If you're comparing extremely similar images, it's in theory sufficient to calculate the Euclidean distance between the 2 images. The images must be the same size to do so, so it is often necessary to rescale an image to do so (generally the larger image is scaled down). Note that aliasing issues can happen here, so pay some attention to your downsampling algorithm. There's also an issue if your images don't have the same aspect ratio.
However, this is almost never done in practice since it's extremely slow. For N images of size WxH and 3 color channels, it requires N x W x H x 3 comparisons, which quickly gets unworkable (consider that many users can have over 1000 images of size >1000x1000).
Generally we attempt to reduce the image to a smaller array that captures the image information much more briefly, called a visual descriptor. For example taking a 1024x1024x3 image and reducing it to a 128 length vector. This needs only be calculated once for the reference images, and then stored in an appropriate data structure. Then we can compare the descriptor for the query image against the descriptor for the reference images.
The cost of calculating the distance for our dataset of N images for a descriptor of length L is then N x L instead of the original N x W x H x 3
So the issue is to find efficient descriptors that are (a) cheap to compute and (b) capture the image accurately. This is still an active area of research, but I can suggest some:
Histograms are probably the simplest way to do this, although they do very poorly with any illumination change and incorporate only color information, no spatial information. Make sure you normalise your histogram before doing any comparison
Perceptual hashing works well with very similar images or slightly cropped images. See here
GIST descriptors are powerful, but more complex, see here
I have some JPEG images that I need scale down to about 80% of original size. Original image dimension are about 700px × 1000px. Images contain some computer generated text and possibly some graphics (similar to what you would find in corporate word documents).

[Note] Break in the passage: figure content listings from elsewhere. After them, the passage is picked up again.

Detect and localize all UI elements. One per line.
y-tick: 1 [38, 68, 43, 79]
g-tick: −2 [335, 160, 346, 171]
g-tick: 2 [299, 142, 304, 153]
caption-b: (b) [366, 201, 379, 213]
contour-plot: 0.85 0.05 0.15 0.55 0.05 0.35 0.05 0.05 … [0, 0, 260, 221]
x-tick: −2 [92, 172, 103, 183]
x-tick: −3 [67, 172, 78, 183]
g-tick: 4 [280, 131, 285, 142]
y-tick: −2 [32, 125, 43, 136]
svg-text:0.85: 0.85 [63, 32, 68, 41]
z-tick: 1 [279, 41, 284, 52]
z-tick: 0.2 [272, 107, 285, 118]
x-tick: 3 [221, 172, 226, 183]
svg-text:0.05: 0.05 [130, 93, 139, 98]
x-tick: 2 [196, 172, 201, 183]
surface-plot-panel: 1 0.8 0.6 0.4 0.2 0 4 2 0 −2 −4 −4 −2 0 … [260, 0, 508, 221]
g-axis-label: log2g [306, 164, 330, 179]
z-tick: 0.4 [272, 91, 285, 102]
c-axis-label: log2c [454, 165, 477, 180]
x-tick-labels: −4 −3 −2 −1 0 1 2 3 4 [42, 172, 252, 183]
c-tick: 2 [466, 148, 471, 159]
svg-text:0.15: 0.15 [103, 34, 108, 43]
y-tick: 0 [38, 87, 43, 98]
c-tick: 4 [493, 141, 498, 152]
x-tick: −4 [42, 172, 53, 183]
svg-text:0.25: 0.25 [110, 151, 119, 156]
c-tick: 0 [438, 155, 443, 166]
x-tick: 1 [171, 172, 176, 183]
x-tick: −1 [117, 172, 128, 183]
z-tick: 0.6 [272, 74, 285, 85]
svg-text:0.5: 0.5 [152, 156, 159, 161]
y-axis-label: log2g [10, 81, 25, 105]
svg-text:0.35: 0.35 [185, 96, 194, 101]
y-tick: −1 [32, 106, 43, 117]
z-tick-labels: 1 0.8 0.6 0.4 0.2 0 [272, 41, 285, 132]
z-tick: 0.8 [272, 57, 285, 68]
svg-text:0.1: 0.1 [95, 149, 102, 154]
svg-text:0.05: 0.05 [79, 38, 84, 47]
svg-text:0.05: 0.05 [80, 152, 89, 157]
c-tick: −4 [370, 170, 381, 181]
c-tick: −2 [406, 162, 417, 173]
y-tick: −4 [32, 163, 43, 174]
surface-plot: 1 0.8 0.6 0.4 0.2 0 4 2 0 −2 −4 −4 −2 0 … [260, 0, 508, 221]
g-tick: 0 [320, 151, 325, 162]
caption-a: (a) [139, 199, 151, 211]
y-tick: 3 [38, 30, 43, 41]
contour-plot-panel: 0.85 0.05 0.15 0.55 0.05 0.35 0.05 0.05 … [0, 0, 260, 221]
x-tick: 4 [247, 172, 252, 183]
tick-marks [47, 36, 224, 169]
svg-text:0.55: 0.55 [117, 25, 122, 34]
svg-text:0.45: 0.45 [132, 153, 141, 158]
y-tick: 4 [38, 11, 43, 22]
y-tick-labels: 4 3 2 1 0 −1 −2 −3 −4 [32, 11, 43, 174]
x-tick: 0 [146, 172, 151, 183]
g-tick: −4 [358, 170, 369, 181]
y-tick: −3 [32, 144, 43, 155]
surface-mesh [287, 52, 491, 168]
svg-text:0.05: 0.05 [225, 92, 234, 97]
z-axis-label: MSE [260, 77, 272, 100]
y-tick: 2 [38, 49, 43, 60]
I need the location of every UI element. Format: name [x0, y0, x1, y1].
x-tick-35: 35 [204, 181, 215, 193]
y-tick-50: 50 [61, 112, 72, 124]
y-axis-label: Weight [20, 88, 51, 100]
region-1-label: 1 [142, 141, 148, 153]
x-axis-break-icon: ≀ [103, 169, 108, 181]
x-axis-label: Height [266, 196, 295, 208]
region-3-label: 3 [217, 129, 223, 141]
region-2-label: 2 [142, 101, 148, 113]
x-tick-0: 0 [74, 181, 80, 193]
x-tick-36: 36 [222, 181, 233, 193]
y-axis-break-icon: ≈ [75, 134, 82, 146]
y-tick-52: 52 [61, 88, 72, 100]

How to scale image so that the text is as legible as possible? Currently we are scaling the imaeg down using bicubic interpolation, but that makes the text blurry and foggy.
Two options:
Use a different resampling algorithm. Lanczos gives you a much less blurrier result.
You ight use an advances JPEG library that resamples the 8x8 blocks to 6x6 pixels.
If you are not set on exactly 80% you can try getting and building djpeg from http://www.ijg.org/ as it can decompress your jpeg to 6/8ths (75%) or 7/8ths (87.5%) size and the text quality will still be pretty good:
Original
7/8
3/4
(SO decided to scale the images when showing them inline)
There may be a scaling algorithm out there that works similarly, but this is an easy off the shelf solution.
There is always a loss involved in scaling down, but it again depends of your trade offs.
Blurring and artifact generation is normal for jpeg images, so its recommended that you generate images is the correct size the first time.
Lanczos is a fine solution, but you have your trade offs
If its just the text and you are concerned about it, you could try dilation filter over the resampled image. This would correct some blurriness but may also affects the graphics. If you can live with it, its good. Alternatively if you can identify the areas of text, you can apply dilation just over those areas.